I've been playing around with Debian and Docker a little bit. I found Joey Hess' post about Docker trust interesting reading, in particular this advice:

I'd recommend only trusting docker images you build yourself. I have some docker images published somewhere that are built with 100% straight debootstrap with no modifications (...) But I'm not going to link to them, because again, you should only trust docker images you built yourself.

On that advice, I did exactly that. I've pushed the basic scripts I used to build my images to github:jmtd/debian-docker. Suggestions welcome!

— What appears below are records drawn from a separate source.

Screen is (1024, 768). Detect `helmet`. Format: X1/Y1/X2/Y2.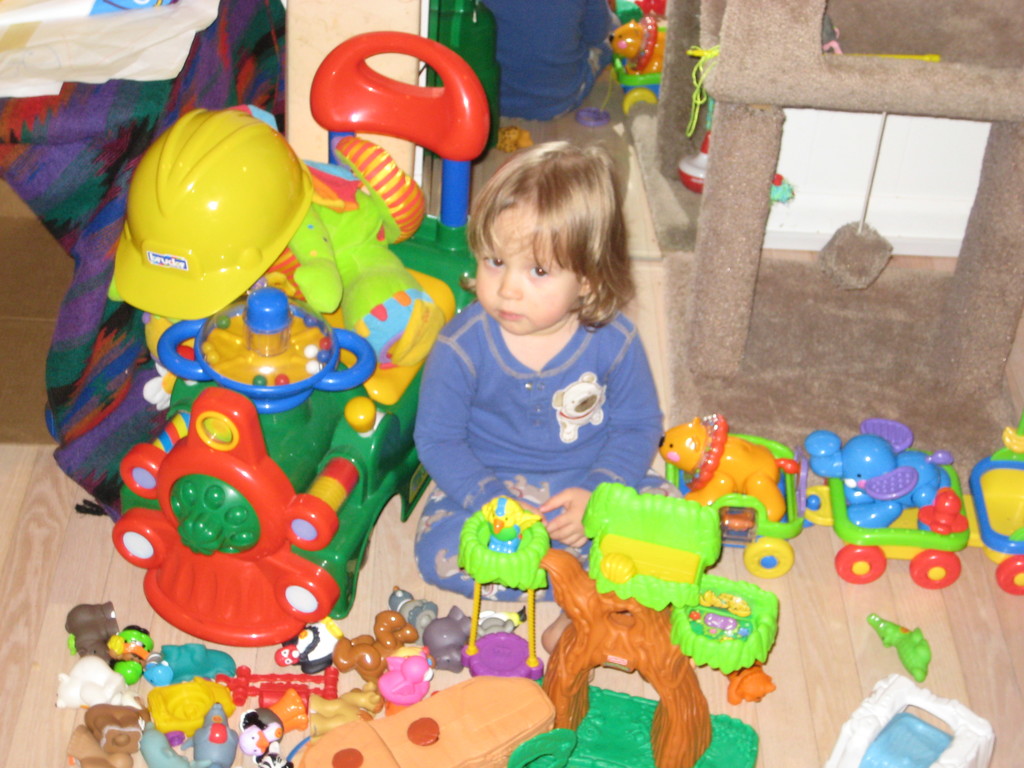
108/108/311/311.
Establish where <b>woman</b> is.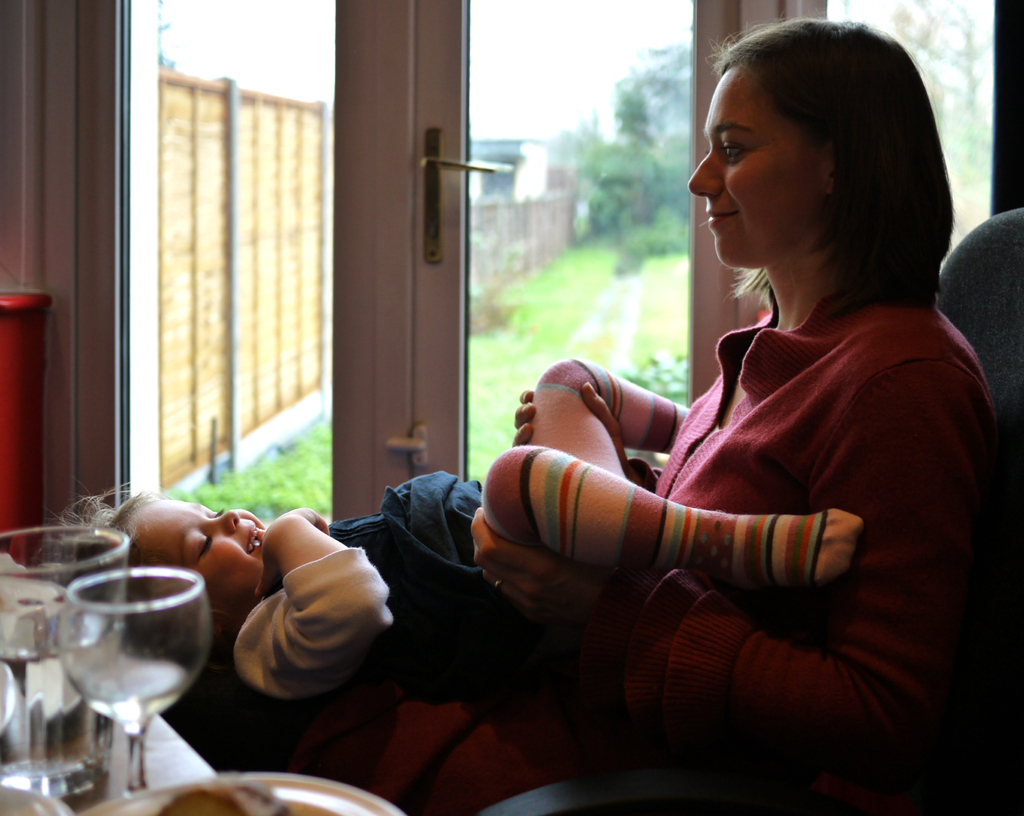
Established at (x1=353, y1=57, x2=968, y2=792).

However, I am planning to share the images I build, at least for my own convenience, on the Docker repository. I'm hoping to publish some PGP-signed sums somewhere so you could verify the binary images on the Docker registry if you so wish.

The three images I'm currently maintaining are:

  • jmtd/debian:buildd: a sid image, variant buildd, to use as the base for package builds
  • jmtd/debian:wheezy: a minbase wheezy
  • jmtd/debian:wheezy-i386: a minbase wheezy, i386

(note: I haven't pushed them all yet.)

With docker 1.5.x at least, the i386 image works fine on amd64 hosts. I've used it as the basis for running wine and Windows binaries. I might push a wine image if I generalise it enough to be more useful.

The Docker folks recommend using Debian as a base image because it's a small size (approx. 163M for my base image, 85.01M for the semi-official one: See Joey's blog for some of the differences) but with a good set of tools. I wondered whether I could leverage the efforts of the Emdebian project to get an even smaller base image.

Unfortunately, the Emdebian project discontinued their 'Grip' project midway through last year. A basic Emdebian grip install is a fair bit smaller than the equivalent wheezy image, but once you've applied security updates most of the difference is lost. I suspect that some of Emdebian's minimisation techniques would be useful and applicable for shrinking Docker base images.